How does an organization create a brand that is being lived in the office, with the customer, and in the boardroom?

  1. Core values have to be real. Not nice words designed in the boardroom, but organizational attributes are used in all decisions and interactions internally and externally. They are so important any breach of these values is punishable by termination.
  2. Core values need to be used in the hiring and promotion process. The company recruitment process must include screenings for values fit before hiring. In fact, a best practice is to screen for values before the hiring manager screens for skills and experience. It is too easy to make a values exception when a high performer is under consideration. I am sure the CEOs of companies that have experienced the PR disasters above were high performers…
  3. Core values need to become a checklist with every business decision, small and large. Before a decision is made, the question is asked, “Does this decision meet our values standard?” If the answer is no, then the decision becomes obvious. I’m sure someone in the VW organization didn’t check for value alignment when they decided to cheat on the emissions testing. I’m also confident the person who decided to put the market food they knew was tainted didn’t ask if this fit the company’s core values.
  4. Core values need to be part of the organization’s ongoing conversations at all levels. As brand values failures prove, it is as important as keeping all projects and staffing aligned with the company strategies. If part of the ongoing conversations at VW had included being honest and truthful, this situation would not have occurred. If the leader ultimately decided to cheat on the emissions testing as part of the “honest and truthful” conversation, he/she might have made a different decision.

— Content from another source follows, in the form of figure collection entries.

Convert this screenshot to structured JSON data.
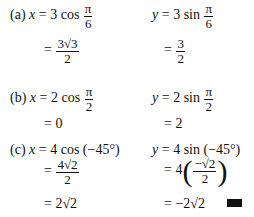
{
  "parts": {
    "a": {
      "label": "(a)",
      "x_lhs": "x",
      "x_expr": "3 cos",
      "x_arg_num": "π",
      "x_arg_den": "6",
      "x_res_num": "3√3",
      "x_res_den": "2",
      "y_lhs": "y",
      "y_expr": "3 sin",
      "y_arg_num": "π",
      "y_arg_den": "6",
      "y_res_num": "3",
      "y_res_den": "2"
    },
    "b": {
      "label": "(b)",
      "x_lhs": "x",
      "x_expr": "2 cos",
      "x_arg_num": "π",
      "x_arg_den": "2",
      "x_res": "0",
      "y_lhs": "y",
      "y_expr": "2 sin",
      "y_arg_num": "π",
      "y_arg_den": "2",
      "y_res": "2"
    },
    "c": {
      "label": "(c)",
      "x_lhs": "x",
      "x_expr": "4 cos (−45°)",
      "x_step_num": "4√2",
      "x_step_den": "2",
      "x_res": "2√2",
      "y_lhs": "y",
      "y_expr": "4 sin (−45°)",
      "y_step_coef": "4",
      "y_step_num": "−√2",
      "y_step_den": "2",
      "y_res": "−2√2"
    }
  },
  "eq": "="
}
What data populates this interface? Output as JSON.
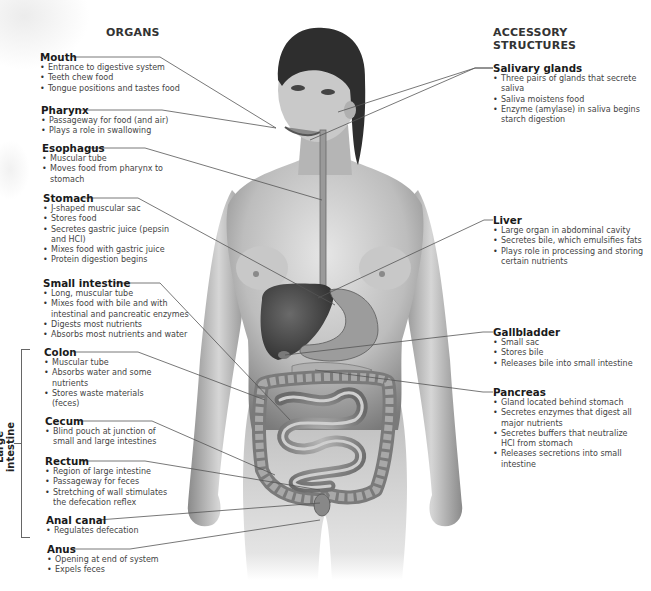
{
  "headers": {
    "organs": "ORGANS",
    "accessory": "ACCESSORY STRUCTURES"
  },
  "group_labels": {
    "large_intestine": "Large intestine"
  },
  "organs": [
    {
      "name": "Mouth",
      "bullets": [
        "Entrance to digestive system",
        "Teeth chew food",
        "Tongue positions and tastes food"
      ]
    },
    {
      "name": "Pharynx",
      "bullets": [
        "Passageway for food (and air)",
        "Plays a role in swallowing"
      ]
    },
    {
      "name": "Esophagus",
      "bullets": [
        "Muscular tube",
        "Moves food from pharynx to stomach"
      ]
    },
    {
      "name": "Stomach",
      "bullets": [
        "J-shaped muscular sac",
        "Stores food",
        "Secretes gastric juice (pepsin and HCl)",
        "Mixes food with gastric juice",
        "Protein digestion begins"
      ]
    },
    {
      "name": "Small intestine",
      "bullets": [
        "Long, muscular tube",
        "Mixes food with bile and with intestinal and pancreatic enzymes",
        "Digests most nutrients",
        "Absorbs most nutrients and water"
      ]
    },
    {
      "name": "Colon",
      "bullets": [
        "Muscular tube",
        "Absorbs water and some nutrients",
        "Stores waste materials (feces)"
      ]
    },
    {
      "name": "Cecum",
      "bullets": [
        "Blind pouch at junction of small and large intestines"
      ]
    },
    {
      "name": "Rectum",
      "bullets": [
        "Region of large intestine",
        "Passageway for feces",
        "Stretching of wall stimulates the defecation reflex"
      ]
    },
    {
      "name": "Anal canal",
      "bullets": [
        "Regulates defecation"
      ]
    },
    {
      "name": "Anus",
      "bullets": [
        "Opening at end of system",
        "Expels feces"
      ]
    }
  ],
  "accessory": [
    {
      "name": "Salivary glands",
      "bullets": [
        "Three pairs of glands that secrete saliva",
        "Saliva moistens food",
        "Enzyme (amylase) in saliva begins starch digestion"
      ]
    },
    {
      "name": "Liver",
      "bullets": [
        "Large organ in abdominal cavity",
        "Secretes bile, which emulsifies fats",
        "Plays role in processing and storing certain nutrients"
      ]
    },
    {
      "name": "Gallbladder",
      "bullets": [
        "Small sac",
        "Stores bile",
        "Releases bile into small intestine"
      ]
    },
    {
      "name": "Pancreas",
      "bullets": [
        "Gland located behind stomach",
        "Secretes enzymes that digest all major nutrients",
        "Secretes buffers that neutralize HCl from stomach",
        "Releases secretions into small intestine"
      ]
    }
  ],
  "figure": {
    "colors": {
      "skin_light": "#d9d9d9",
      "skin_mid": "#a8a8a8",
      "skin_dark": "#6e6e6e",
      "organ_dark": "#3a3a3a",
      "organ_mid": "#8c8c8c",
      "hair": "#2e2e2e",
      "leader_line": "#555555"
    }
  }
}
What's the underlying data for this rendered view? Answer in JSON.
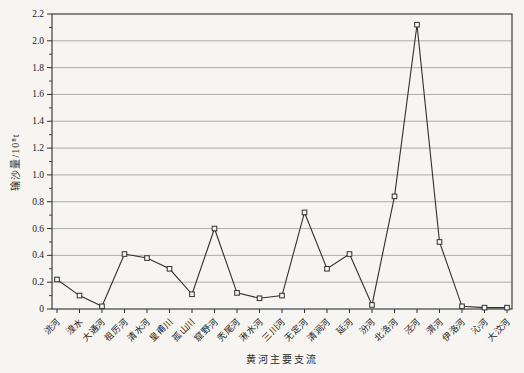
{
  "page": {
    "background": "#f6f5f1"
  },
  "colors": {
    "ink": "#2f2f2f",
    "grid": "#9a9a9a",
    "paper": "#f6f5f1",
    "marker_fill": "#f7f6f2"
  },
  "chart_data": {
    "type": "line",
    "title": "",
    "xlabel": "黄河主要支流",
    "ylabel": "输沙量/10⁸t",
    "categories": [
      "洮河",
      "湟水",
      "大通河",
      "祖厉河",
      "清水河",
      "皇甫川",
      "孤山川",
      "窟野河",
      "秃尾河",
      "湫水河",
      "三川河",
      "无定河",
      "清涧河",
      "延河",
      "汾河",
      "北洛河",
      "泾河",
      "渭河",
      "伊洛河",
      "沁河",
      "大汶河"
    ],
    "values": [
      0.22,
      0.1,
      0.02,
      0.41,
      0.38,
      0.3,
      0.11,
      0.6,
      0.12,
      0.08,
      0.1,
      0.72,
      0.3,
      0.41,
      0.03,
      0.84,
      2.12,
      0.5,
      0.02,
      0.01,
      0.01
    ],
    "ylim": [
      0,
      2.2
    ],
    "ytick_step": 0.2,
    "ytick_labels": [
      "0",
      "0.2",
      "0.4",
      "0.6",
      "0.8",
      "1.0",
      "1.2",
      "1.4",
      "1.6",
      "1.8",
      "2.0",
      "2.2"
    ],
    "minor_ytick_step": 0.1,
    "grid": "horizontal-major",
    "legend": "none",
    "marker": "open-square",
    "x_label_rotation_deg": -45
  }
}
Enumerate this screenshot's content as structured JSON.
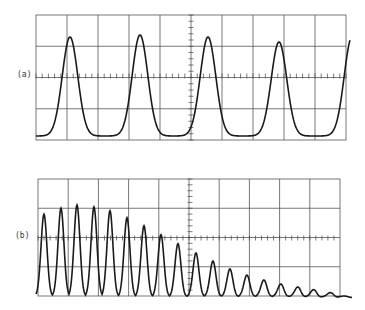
{
  "panels": [
    {
      "label": "(a)",
      "description": "Periodic train of peaks with constant amplitude (4 peaks)",
      "grid": {
        "x0": 36,
        "x1": 346,
        "y0": 15,
        "y1": 140,
        "cols": 10,
        "rows": 4,
        "axis_y": 76,
        "axis_x": 191
      },
      "baseline_y": 136,
      "peaks": [
        {
          "x": 70,
          "y": 37
        },
        {
          "x": 140,
          "y": 35
        },
        {
          "x": 208,
          "y": 37
        },
        {
          "x": 279,
          "y": 42
        }
      ]
    },
    {
      "label": "(b)",
      "description": "Train of peaks with amplitude rising then decaying",
      "grid": {
        "x0": 38,
        "x1": 340,
        "y0": 179,
        "y1": 296,
        "cols": 10,
        "rows": 4,
        "axis_y": 238,
        "axis_x": 190
      },
      "baseline_y": 296,
      "peaks": [
        {
          "x": 44,
          "y": 213
        },
        {
          "x": 61,
          "y": 207
        },
        {
          "x": 77,
          "y": 204
        },
        {
          "x": 94,
          "y": 206
        },
        {
          "x": 110,
          "y": 210
        },
        {
          "x": 127,
          "y": 217
        },
        {
          "x": 144,
          "y": 225
        },
        {
          "x": 161,
          "y": 234
        },
        {
          "x": 178,
          "y": 243
        },
        {
          "x": 196,
          "y": 252
        },
        {
          "x": 213,
          "y": 260
        },
        {
          "x": 230,
          "y": 268
        },
        {
          "x": 247,
          "y": 274
        },
        {
          "x": 264,
          "y": 279
        },
        {
          "x": 281,
          "y": 283
        },
        {
          "x": 298,
          "y": 286
        },
        {
          "x": 314,
          "y": 289
        },
        {
          "x": 331,
          "y": 292
        }
      ]
    }
  ]
}
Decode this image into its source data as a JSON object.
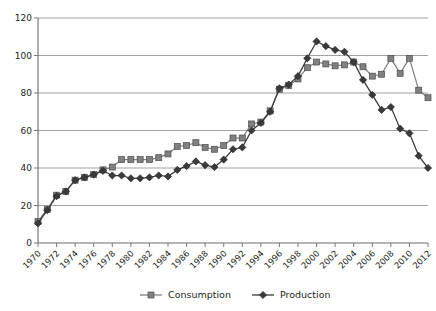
{
  "chart_data": {
    "type": "line",
    "title": "",
    "subtitle": "",
    "xlabel": "",
    "ylabel": "",
    "xlim": [
      1970,
      2012
    ],
    "ylim": [
      0,
      120
    ],
    "ytick_step": 20,
    "yticks": [
      0,
      20,
      40,
      60,
      80,
      100,
      120
    ],
    "xtick_step": 2,
    "xticks": [
      1970,
      1972,
      1974,
      1976,
      1978,
      1980,
      1982,
      1984,
      1986,
      1988,
      1990,
      1992,
      1994,
      1996,
      1998,
      2000,
      2002,
      2004,
      2006,
      2008,
      2010,
      2012
    ],
    "grid": "horizontal",
    "legend_position": "bottom",
    "x": [
      1970,
      1971,
      1972,
      1973,
      1974,
      1975,
      1976,
      1977,
      1978,
      1979,
      1980,
      1981,
      1982,
      1983,
      1984,
      1985,
      1986,
      1987,
      1988,
      1989,
      1990,
      1991,
      1992,
      1993,
      1994,
      1995,
      1996,
      1997,
      1998,
      1999,
      2000,
      2001,
      2002,
      2003,
      2004,
      2005,
      2006,
      2007,
      2008,
      2009,
      2010,
      2011,
      2012
    ],
    "series": [
      {
        "name": "Consumption",
        "marker": "square",
        "color": "#808080",
        "values": [
          11.5,
          18.0,
          25.5,
          27.5,
          33.5,
          35.0,
          36.5,
          39.0,
          40.5,
          44.5,
          44.5,
          44.5,
          44.5,
          45.5,
          47.5,
          51.5,
          52.0,
          53.5,
          51.0,
          50.0,
          52.0,
          56.0,
          56.0,
          63.5,
          64.5,
          70.5,
          82.0,
          84.0,
          87.5,
          93.5,
          96.5,
          95.5,
          94.5,
          95.0,
          96.5,
          94.0,
          89.0,
          90.0,
          98.5,
          90.5,
          98.5,
          81.5,
          77.5
        ]
      },
      {
        "name": "Production",
        "marker": "diamond",
        "color": "#3a3a3a",
        "values": [
          10.5,
          17.5,
          25.0,
          27.5,
          33.5,
          35.0,
          36.5,
          38.5,
          36.0,
          36.0,
          34.5,
          34.5,
          35.0,
          36.0,
          35.5,
          39.0,
          41.0,
          43.5,
          41.5,
          40.5,
          44.5,
          50.0,
          51.0,
          60.0,
          64.0,
          70.0,
          82.5,
          84.5,
          89.0,
          98.5,
          107.5,
          105.0,
          103.0,
          102.0,
          96.5,
          87.0,
          79.0,
          71.0,
          72.5,
          61.0,
          58.5,
          46.5,
          40.0
        ]
      }
    ]
  },
  "legend": {
    "items": [
      {
        "label": "Consumption",
        "marker": "square",
        "color": "#808080"
      },
      {
        "label": "Production",
        "marker": "diamond",
        "color": "#3a3a3a"
      }
    ]
  }
}
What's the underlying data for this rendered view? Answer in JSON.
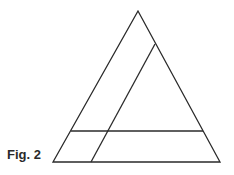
{
  "figure": {
    "caption": "Fig. 2",
    "stroke_color": "#2a2a2a",
    "triangle": {
      "apex": [
        138,
        11
      ],
      "bottom_left": [
        53,
        162
      ],
      "bottom_right": [
        220,
        162
      ]
    },
    "inner_slanted_line": {
      "top": [
        155,
        44
      ],
      "bottom": [
        91,
        162
      ]
    },
    "horizontal_line": {
      "left": [
        71,
        131
      ],
      "right": [
        203,
        131
      ]
    }
  }
}
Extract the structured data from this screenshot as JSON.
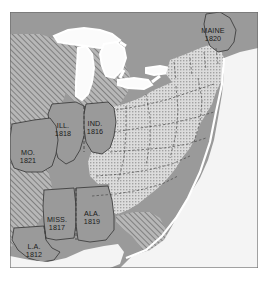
{
  "figure": {
    "kind": "historical-map",
    "region": "eastern-united-states",
    "frame": {
      "x": 10,
      "y": 12,
      "width": 248,
      "height": 256
    }
  },
  "palette": {
    "paper": "#ffffff",
    "land_solid": "#9a9a9a",
    "land_solid_dark": "#8f8f8f",
    "stipple_base": "#d8d8d8",
    "stipple_dot": "#9d9d9d",
    "hatch_base": "#b5b5b5",
    "hatch_line": "#6f6f6f",
    "water": "#fafafa",
    "ocean": "#f2f2f2",
    "border_line": "#3a3a3a",
    "state_border": "#4a4a4a",
    "frame_line": "#6a6a6a",
    "label_text": "#1a1a1a"
  },
  "legend_semantics": {
    "solid_gray": "new states admitted 1812-1821",
    "hatched": "unorganized territory",
    "stippled": "existing states",
    "white": "water"
  },
  "labels": [
    {
      "id": "maine",
      "name": "MAINE",
      "year": "1820",
      "x": 213,
      "y": 27
    },
    {
      "id": "illinois",
      "name": "ILL.",
      "year": "1818",
      "x": 63,
      "y": 122
    },
    {
      "id": "indiana",
      "name": "IND.",
      "year": "1816",
      "x": 95,
      "y": 120
    },
    {
      "id": "missouri",
      "name": "MO.",
      "year": "1821",
      "x": 28,
      "y": 149
    },
    {
      "id": "mississippi",
      "name": "MISS.",
      "year": "1817",
      "x": 57,
      "y": 216
    },
    {
      "id": "alabama",
      "name": "ALA.",
      "year": "1819",
      "x": 92,
      "y": 210
    },
    {
      "id": "louisiana",
      "name": "L.A.",
      "year": "1812",
      "x": 34,
      "y": 243
    }
  ]
}
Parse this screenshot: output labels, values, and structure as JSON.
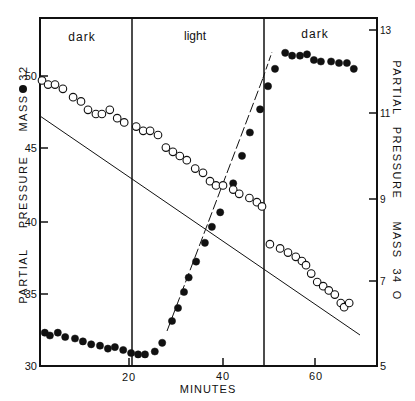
{
  "chart_data": {
    "type": "scatter",
    "title": "",
    "xlabel": "MINUTES",
    "ylabel_left": "PARTIAL PRESSURE MASS 32 ●",
    "ylabel_right": "PARTIAL PRESSURE MASS 34 O",
    "xlim": [
      0.8,
      73.5
    ],
    "ylim_left": [
      30,
      52.6
    ],
    "ylim_right": [
      5,
      13.7
    ],
    "x_ticks": [
      20,
      40,
      60
    ],
    "y_ticks_left": [
      30,
      35,
      40,
      45,
      50
    ],
    "y_ticks_right": [
      5,
      7,
      9,
      11,
      13
    ],
    "grid": false,
    "legend": "none (markers identified in axis labels)",
    "regions": [
      {
        "label": "dark",
        "x_start": 0.8,
        "x_end": 20.7
      },
      {
        "label": "light",
        "x_start": 20.7,
        "x_end": 49.1
      },
      {
        "label": "dark",
        "x_start": 49.1,
        "x_end": 73.5
      }
    ],
    "series": [
      {
        "name": "Mass 32 (filled circles)",
        "axis": "left",
        "marker": "filled-circle",
        "x": [
          1.9,
          3.0,
          4.7,
          6.3,
          8.4,
          10.1,
          11.9,
          13.8,
          15.5,
          17.0,
          18.8,
          20.5,
          22.0,
          23.5,
          25.6,
          27.2,
          29.3,
          30.6,
          31.9,
          32.9,
          34.5,
          36.4,
          37.9,
          39.7,
          42.5,
          44.4,
          46.1,
          48.3,
          50.0,
          51.5,
          53.7,
          55.2,
          56.9,
          58.4,
          59.9,
          61.4,
          63.6,
          65.3,
          67.0,
          68.5
        ],
        "y": [
          32.3,
          32.1,
          32.3,
          32.0,
          31.9,
          31.7,
          31.5,
          31.4,
          31.2,
          31.3,
          31.1,
          30.9,
          30.8,
          30.8,
          31.0,
          31.6,
          33.1,
          34.0,
          35.1,
          36.1,
          37.2,
          38.5,
          39.6,
          40.6,
          42.6,
          44.5,
          46.1,
          47.7,
          49.3,
          50.5,
          51.6,
          51.4,
          51.4,
          51.5,
          51.1,
          51.0,
          51.0,
          50.9,
          50.9,
          50.5
        ]
      },
      {
        "name": "Mass 34 (open circles)",
        "axis": "right",
        "marker": "open-circle",
        "x": [
          1.3,
          2.6,
          4.1,
          5.8,
          8.0,
          9.7,
          11.2,
          12.9,
          14.2,
          15.9,
          17.5,
          19.0,
          21.6,
          23.1,
          24.6,
          26.3,
          28.0,
          29.5,
          31.0,
          32.5,
          34.3,
          36.0,
          37.5,
          38.8,
          40.3,
          42.5,
          43.8,
          46.0,
          47.6,
          48.7,
          50.4,
          52.6,
          54.3,
          56.0,
          57.3,
          58.2,
          59.3,
          60.6,
          61.9,
          63.1,
          64.4,
          65.7,
          66.4,
          67.5
        ],
        "y": [
          11.8,
          11.7,
          11.7,
          11.6,
          11.4,
          11.3,
          11.1,
          11.0,
          11.0,
          11.1,
          10.9,
          10.8,
          10.7,
          10.6,
          10.6,
          10.5,
          10.2,
          10.1,
          10.0,
          9.9,
          9.7,
          9.6,
          9.4,
          9.3,
          9.3,
          9.2,
          9.1,
          9.0,
          8.9,
          8.8,
          7.9,
          7.8,
          7.7,
          7.6,
          7.5,
          7.4,
          7.2,
          7.0,
          6.9,
          6.8,
          6.7,
          6.5,
          6.4,
          6.5
        ]
      }
    ],
    "annotations": [
      "dark",
      "light",
      "dark"
    ]
  },
  "labels": {
    "region_dark_1": "dark",
    "region_light": "light",
    "region_dark_2": "dark",
    "x_axis_title": "MINUTES",
    "left_axis_title_1": "PARTIAL",
    "left_axis_title_2": "PRESSURE",
    "left_axis_title_3": "MASS",
    "left_axis_title_4": "32",
    "right_axis_title_1": "PARTIAL",
    "right_axis_title_2": "PRESSURE",
    "right_axis_title_3": "MASS",
    "right_axis_title_4": "34",
    "right_axis_symbol": "O",
    "xtick_20": "20",
    "xtick_40": "40",
    "xtick_60": "60",
    "ytick_l_30": "30",
    "ytick_l_35": "35",
    "ytick_l_40": "40",
    "ytick_l_45": "45",
    "ytick_l_50": "50",
    "ytick_r_5": "5",
    "ytick_r_7": "7",
    "ytick_r_9": "9",
    "ytick_r_11": "11",
    "ytick_r_13": "13"
  }
}
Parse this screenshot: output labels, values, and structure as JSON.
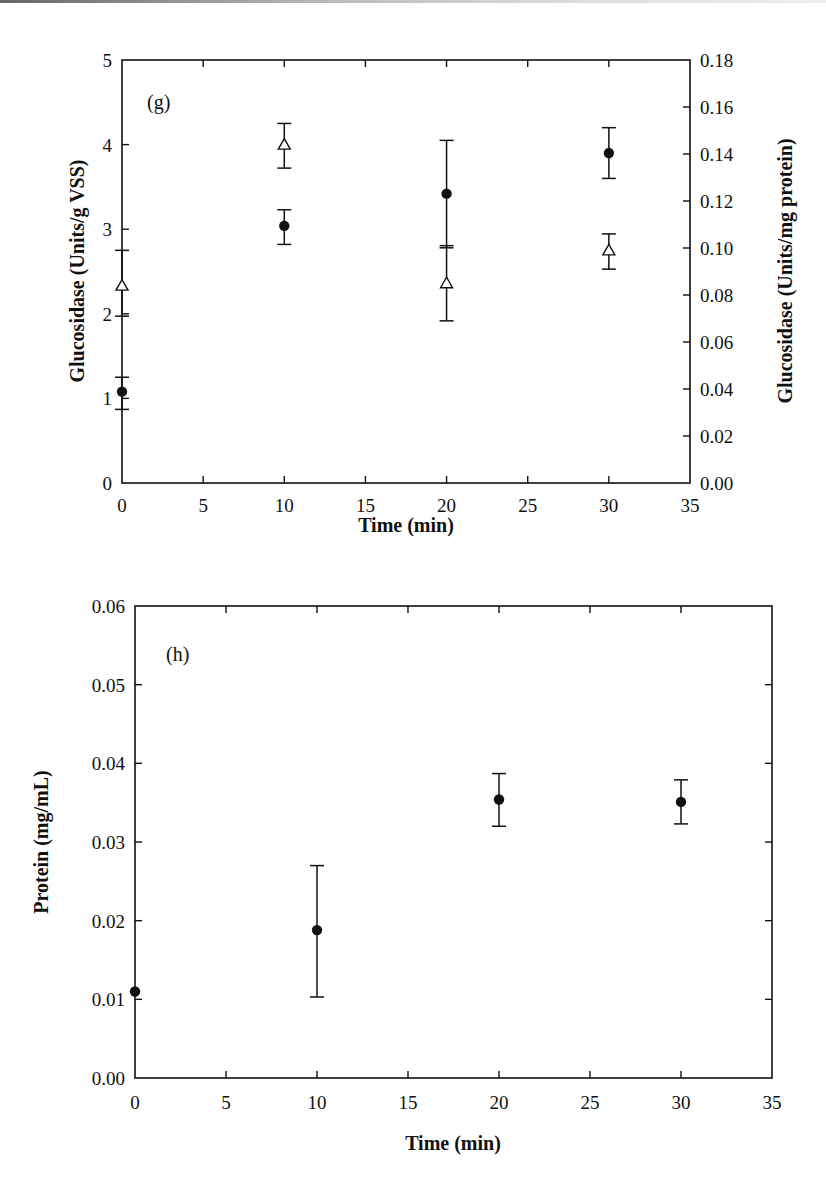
{
  "chart_data": [
    {
      "type": "scatter",
      "panel_label": "(g)",
      "title": "",
      "xlabel": "Time (min)",
      "ylabel": "Glucosidase (Units/g VSS)",
      "y2label": "Glucosidase (Units/mg protein)",
      "xlim": [
        0,
        35
      ],
      "ylim": [
        0,
        5
      ],
      "y2lim": [
        0,
        0.18
      ],
      "x_ticks": [
        "0",
        "5",
        "10",
        "15",
        "20",
        "25",
        "30",
        "35"
      ],
      "y_ticks": [
        "0",
        "1",
        "2",
        "3",
        "4",
        "5"
      ],
      "y2_ticks": [
        "0.00",
        "0.02",
        "0.04",
        "0.06",
        "0.08",
        "0.10",
        "0.12",
        "0.14",
        "0.16",
        "0.18"
      ],
      "grid": false,
      "legend": "none",
      "series": [
        {
          "name": "Glucosidase per g VSS",
          "marker": "filled-circle",
          "axis": "left",
          "x": [
            0,
            10,
            20,
            30
          ],
          "y": [
            1.08,
            3.04,
            3.42,
            3.9
          ],
          "err_high": [
            1.25,
            3.23,
            4.05,
            4.2
          ],
          "err_low": [
            0.87,
            2.82,
            2.78,
            3.6
          ]
        },
        {
          "name": "Glucosidase per mg protein",
          "marker": "open-triangle",
          "axis": "right",
          "x": [
            0,
            10,
            20,
            30
          ],
          "y": [
            0.084,
            0.144,
            0.085,
            0.099
          ],
          "err_high": [
            0.099,
            0.153,
            0.101,
            0.106
          ],
          "err_low": [
            0.071,
            0.134,
            0.069,
            0.091
          ]
        }
      ]
    },
    {
      "type": "scatter",
      "panel_label": "(h)",
      "title": "",
      "xlabel": "Time (min)",
      "ylabel": "Protein (mg/mL)",
      "xlim": [
        0,
        35
      ],
      "ylim": [
        0,
        0.06
      ],
      "x_ticks": [
        "0",
        "5",
        "10",
        "15",
        "20",
        "25",
        "30",
        "35"
      ],
      "y_ticks": [
        "0.00",
        "0.01",
        "0.02",
        "0.03",
        "0.04",
        "0.05",
        "0.06"
      ],
      "grid": false,
      "legend": "none",
      "series": [
        {
          "name": "Protein",
          "marker": "filled-circle",
          "x": [
            0,
            10,
            20,
            30
          ],
          "y": [
            0.011,
            0.0188,
            0.0354,
            0.0351
          ],
          "err_high": [
            null,
            0.027,
            0.0387,
            0.0379
          ],
          "err_low": [
            null,
            0.0103,
            0.032,
            0.0323
          ]
        }
      ]
    }
  ]
}
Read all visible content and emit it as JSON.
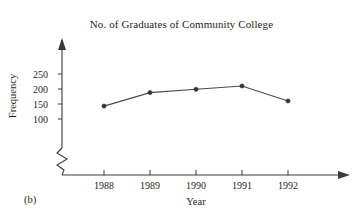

In a world of social media and the 24-hour news cycle, a breach of your values threatens the entire company. Consumers choose to do business with companies they feel they can trust and respect, not companies that are caught cheating or lying. It is so vital the leadership and board of directors must agree that a short-term loss is a better consequence than getting caught lying or cheating…

About Richard Jones

Rich Jones is the Founder/Principal of Leading2Leadership LLC. Before starting his strategic planning agency, he spent over 20 years in leadership roles in the financial services sector. Before becoming an executive in the financial services sector, Rich was an entrepreneur, building and selling two businesses and working for early-stage start-up companies in executive roles in marketing, business development, and seeking investment partners. With more than three decades of experience, he brings innovative thought to companies and executives. Rich published “Leading2Leadership, a Situational Primer to Leadership Excellence.” The book is available on Amazon.com and was designed to be used as a book study for leadership development programs; it breaks leadership skills into manageable situations for discussion and reflection. Rich works with credit unions, CUSOs, and vendors, designing digital, data, culture, marketing, and branding transformation strategies. In 2014, Chosen as a Credit Union Rock Star by CU Magazine, and in 2018, Rich received the Lifetime Achievement Award from CUNA Marketing and Business Development Council. A Marine and graduate of Colorado State University, Jones shares his expertise at www.leading2leadership.com.